What is your highest ideal? What code do you live by? We all know that these differ from person to person. Artists, scientists, social activists, farmers, executives, and athletes are guided by very different ideals. Nonetheless for hundreds of years philosophers have sought a single, overriding ideal that should guide everyone, always, everywhere, and after centuries of debate we’re no closer to an answer. In How Should We Live?, John Kekes offers a refreshing alternative, one in which we eschew absolute ideals and instead consider our lives as they really are, day by day, subject to countless vicissitudes and unforeseen obstacles. Kekes argues that ideal theories are abstractions from the realities of everyday life and its problems. The well-known arenas where absolute ideals conflict—dramatic moral controversies about complex problems involved in abortion, euthanasia, plea bargaining, privacy, and other hotly debated topics—should not be the primary concerns of moral thinking. Instead, he focuses on the simpler problems of ordinary lives in ordinary circumstances. In each chapter he presents the conflicts that a real person—a schoolteacher, lawyer, father, or nurse, for example—is likely to face. He then uses their situations to shed light on the mundane issues we all must deal with in everyday life, such as how we use our limited time, energy, or money; how we balance short- and long-term satisfactions; how we deal with conflicting loyalties; how we control our emotions; how we deal with people we dislike; and so on. Along the way he engages some of our most important theorists, including Donald Davidson, Thomas Nagel, Christine Korsgaard, Harry Frankfurt, Charles Taylor, Alasdair MacIntyre, and Bernard Williams, ultimately showing that no ideal—whether autonomy, love, duty, happiness, or truthfulness—trumps any other.

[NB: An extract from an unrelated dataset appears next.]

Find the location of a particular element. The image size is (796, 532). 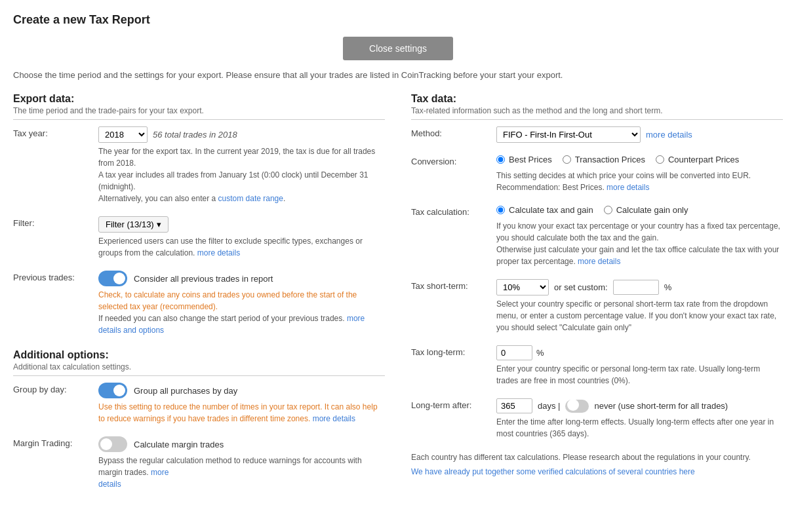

No single ideal can always guide how we overcome the many different problems that stand in the way of living as we should. Rather than rejecting such ideals, How Should We Live? offers a way of balancing them by a practical and pluralistic approach—rather than a theory—that helps us cope with our problems and come closer to what our lives should be.

Islam and Secularism in Post Colonial Thought

Islam and Secularism in Post Colonial Thought
Author: Hadi Enayat
Publsiher: Springer
Total Pages: 122
Release: 2017-06-30
Genre: Religion
ISBN: 9783319526119

Download Islam and Secularism in Post Colonial Thought Book in PDF, Epub and Kindle

This book is a theoretically and historically informed exploration of 'secularism' in Muslim contexts. It does this through a critical assessment of an influential tradition of thinking about Islam and secularism, derived from the work of anthropologist Talal Asad and his followers. The study employs the tools of comparative historical sociology and sociology of knowledge to engage with the assumptions of Asadian theory. Ultimately, Enayat argues against nativist assertions drawn from the experience of Western modernity and provides a qualified defense of secularism.